From the legal perspective, I think Herbert Spencer's identification with the concept was most famously raised by Justice Holmes' dissent in Lochner v. New York:
The liberty of the citizen to do as he likes so long as he does not interfere with the liberty of others to do the same, which has been a shibboleth for some well known writers, is interfered with by school laws, by the Post Office, by every state or municipal institution which takes his money for purposes thought desirable, whether he likes it or not. The Fourteenth Amendment does not enact Mr. Herbert Spencer's Social Statics. [...] I think that the word liberty in the Fourteenth Amendment is perverted when it is held to prevent the natural outcome of a dominant opinion, unless it can be said that a rational and fair man necessarily would admit that the statute proposed would infringe fundamental principles as they have been understood by the traditions of our people and our law. It does not need research to show that no such sweeping condemnation can be passed upon the statute before us. A reasonable man might think it a proper measure on the score of health. [Emphasis supplied.]
Yes, that excerpt would fairly apply to the Affordable Care Act, including the individual mandate. But objections to the mandate are not Social Darwinism. However, objections to its constitutionality are very much based on a notion of economic liberty that underpins Social Darwinism. As Justice Holmes stated, the notion of liberty encompassed in the Constitution does not include Herbert Spencer's Social Statics. And as such, the constitutionality of legislation should not be not judged on agreement or disagreement with the legislation:
If it were a question whether I agreed with that theory, I should desire to study it further and long before making up my mind. But I do not conceive that to be my duty, because I strongly believe that my agreement or disagreement has nothing to do with the right of a majority to embody their opinions in law.

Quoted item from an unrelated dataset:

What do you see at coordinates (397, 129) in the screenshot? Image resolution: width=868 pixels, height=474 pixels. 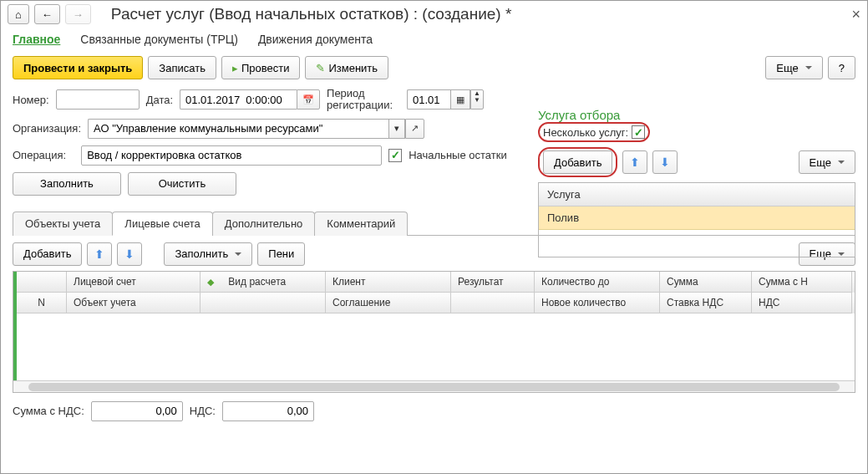 I see `org-dropdown-icon: ▾` at bounding box center [397, 129].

However, there is nothing in the Constitution that prevents the enactment of legislation that embodies Social Darwinism. And it is undeniable that the Republican conservative philosophy was and remains steeped in its precepts. Philip Kitcher explains:
The heart of social Darwinism is a pair of theses: first, people have intrinsic abilities and talents (and, correspondingly, intrinsic weaknesses), which will be expressed in their actions and achievements, independently of the social, economic and cultural environments in which they develop; second, intensifying competition enables the most talented to develop their potential to the full, and thereby to provide resources for a society that make life better for all. It is not entirely implausible to think that doctrines like these stand behind a vast swath of Republican proposals, including the recent budget, with its emphasis on providing greater economic benefits to the rich, transferring the burden to the middle-classes and poor, and especially in its proposals for reducing public services. Fuzzier versions of the theses have pervaded Republican rhetoric for the past decade (and even longer).
It's not that Republicans dislike the theories of Social Darwinism, it is that they dislike the label, which has historically negative connotations. But what was Ayn Rand but a Social Darwinist? What exactly would you compare Objectivism to? Now what of Paul Ryan? Here is what Ryan thinks about Ayn Rand:
"The reason I got involved in public service, by and large, if I had to credit one thinker, one person, it would be Ayn Rand," Ryan said at a D.C. gathering four years ago honoring the author of "Atlas Shrugged" and "The Fountainhead." ...
At the Rand celebration he spoke at in 2005, Ryan invoked the central theme of Rand's writings when he told his audience that, "Almost every fight we are involved in here on Capitol Hill ... is a fight that usually comes down to one conflict--individualism versus collectivism."
The core of the Randian worldview, as absorbed by the modern GOP, is a belief that the natural market distribution of income is inherently moral, and the central struggle of politics is to free the successful from having the fruits of their superiority redistributed by looters and moochers.
This sounds like Social Darwinism to me. Of course the Randian/Social Darwinists wish to escape these labels and who can blame them? But it is what it is.